In 1944, ten-year-old Renee Hartman’s her family and community are rounded up and sent to Auschwitz; her one remaining relative is her deaf younger sister, Herta. This connection becomes more precious, her last link to normality and family.
When they first return from the farm where they were hiding for the past year, the sisters wander the streets of Bratislava and survive by eating garbage. They do not understand why they see no other Jews on the streets. Have they all been sent away to be killed? Renee wonders. I don’t want us to be the last ones alive. She takes her little sister by the hand, walks to the nearby police station, and announces they wish to join their parents. The police take them to the loading platform and put them in a cattle car filled with other Czech Jews. The sisters do not see their parents and are not aware they were already deported to Auschwitz and murdered. After a journey of several days with only one slice of bread each, Renee and Herta arrive at concentration camp Bergen-Belsen.
Today, Renee Hartman is nearly ninety years old and her sister Herta died last year, at age eighty-seven. In a recent interview, Renee describes that her most vivid memory of childhood is immersing herself in books, a habit that led in later years to her career as a poet and memoirist. Her story, Signs of Survival, is written for middle-grade readers and references both the sign language she used to communicate with her deaf sister and parents, as well as indicators that she was still alive in Auschwitz: ferociously protecting Herta from Nazi doctors, writing clandestine diary entries on a roll of toilet paper, learning words in Yiddish and Polish to gather information from other prisoners that alerted her to what to do and what not to do in order to survive. Renee does not recall the day of their liberation in April 1945. She was delirious from typhus fever and would not have survived, had British forces arrived a day later.
Memoirs such as Renee’s underscore, as no other documentation can, the individual human experience of the Holocaust.
Memoirs such as Renee’s underscore, as no other documentation can, the individual human experience of the Holocaust. It is a point of entry of particular importance for middle-grade students, who are old enough to begin forming an impression of the Holocaust. Stories of the Holocaust show the human spirit and also the failure of that spirit; these narratives show acts of heroism and also the unheroic acts Jew and other victims of the Nazis had to do just to stay alive.
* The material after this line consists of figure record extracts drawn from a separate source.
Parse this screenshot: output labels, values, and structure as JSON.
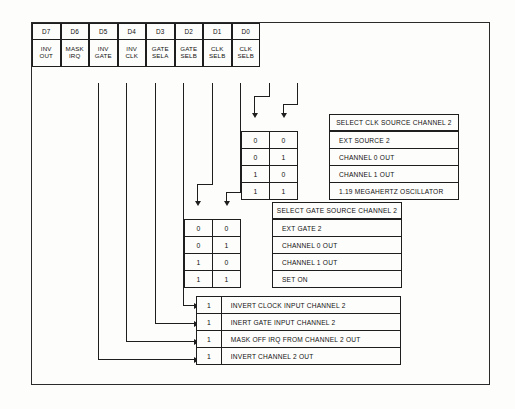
{
  "diagram": {
    "ink_color": "#1e1e1e",
    "background_color": "#fdfdfb"
  },
  "register": {
    "name": "control-register",
    "bits": [
      {
        "bit": "D7",
        "line1": "INV",
        "line2": "OUT"
      },
      {
        "bit": "D6",
        "line1": "MASK",
        "line2": "IRQ"
      },
      {
        "bit": "D5",
        "line1": "INV",
        "line2": "GATE"
      },
      {
        "bit": "D4",
        "line1": "INV",
        "line2": "CLK"
      },
      {
        "bit": "D3",
        "line1": "GATE",
        "line2": "SELA"
      },
      {
        "bit": "D2",
        "line1": "GATE",
        "line2": "SELB"
      },
      {
        "bit": "D1",
        "line1": "CLK",
        "line2": "SELB"
      },
      {
        "bit": "D0",
        "line1": "CLK",
        "line2": "SELB"
      }
    ]
  },
  "clk_table": {
    "title": "SELECT CLK SOURCE CHANNEL 2",
    "rows": [
      {
        "b1": "0",
        "b0": "0",
        "desc": "EXT SOURCE 2"
      },
      {
        "b1": "0",
        "b0": "1",
        "desc": "CHANNEL 0 OUT"
      },
      {
        "b1": "1",
        "b0": "0",
        "desc": "CHANNEL 1 OUT"
      },
      {
        "b1": "1",
        "b0": "1",
        "desc": "1.19 MEGAHERTZ OSCILLATOR"
      }
    ]
  },
  "gate_table": {
    "title": "SELECT GATE SOURCE CHANNEL 2",
    "rows": [
      {
        "b1": "0",
        "b0": "0",
        "desc": "EXT GATE 2"
      },
      {
        "b1": "0",
        "b0": "1",
        "desc": "CHANNEL 0 OUT"
      },
      {
        "b1": "1",
        "b0": "0",
        "desc": "CHANNEL 1 OUT"
      },
      {
        "b1": "1",
        "b0": "1",
        "desc": "SET ON"
      }
    ]
  },
  "flag_table": {
    "rows": [
      {
        "bit": "1",
        "desc": "INVERT CLOCK INPUT CHANNEL 2"
      },
      {
        "bit": "1",
        "desc": "INERT GATE INPUT CHANNEL 2"
      },
      {
        "bit": "1",
        "desc": "MASK OFF IRQ FROM CHANNEL 2 OUT"
      },
      {
        "bit": "1",
        "desc": "INVERT CHANNEL 2 OUT"
      }
    ]
  }
}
Signs of Survival offers an added dimension for the education of middle-grade readers: the description of Renee’s time during the Holocaust absorbs only one-half of this short book. The second half documents Renee and Herta’s experiences arriving in America, such as the experience of seeing a person of color for the first time, and the startling discovery of “carts and wagons piled high with fruits and vegetables … a shocking contrast with the scarcity we had known in Europe.” She vividly remembers thinking, entering this new world, that “Not only did we have to get used to war, which was unbearable — but now we had to get used to peace, which was unbelievable.”
Particularly noteworthy is the episode that concludes her memoir. Now retired from their respective careers and their children grown into young adults, Renee convinces Herta to return with her to Bratislava. At the end of their visit, she signs to her deaf younger sister, “The Nazis sent us to Bergen-Belsen before we could have a real childhood. All we knew was war and suffering. I wanted us to come back here so that we could say goodbye and have some peace at last.”
In the 1970s, Renee and Herta videotaped their remembrances for the Fortunoff Video Archive for Holocaust Testimonies at Yale University. The Fortunoff Archive is the oldest such initiative in the world and houses more than 15,000 hours of testimony. Signs of Survival is based primarily on words taken directly from the transcripts of their videotaped memories.
Joshua M. Greene produces books and films about the Holocaust. His documentaries have been broadcast in twenty countries and his books translated into eight languages. He has taught Holocaust history for Fordham and Hofstra Universities. He is also the coauthor of My Survival: A Girl on Schindler’s List by Rena Finder. He lives in Old Westbury, New York.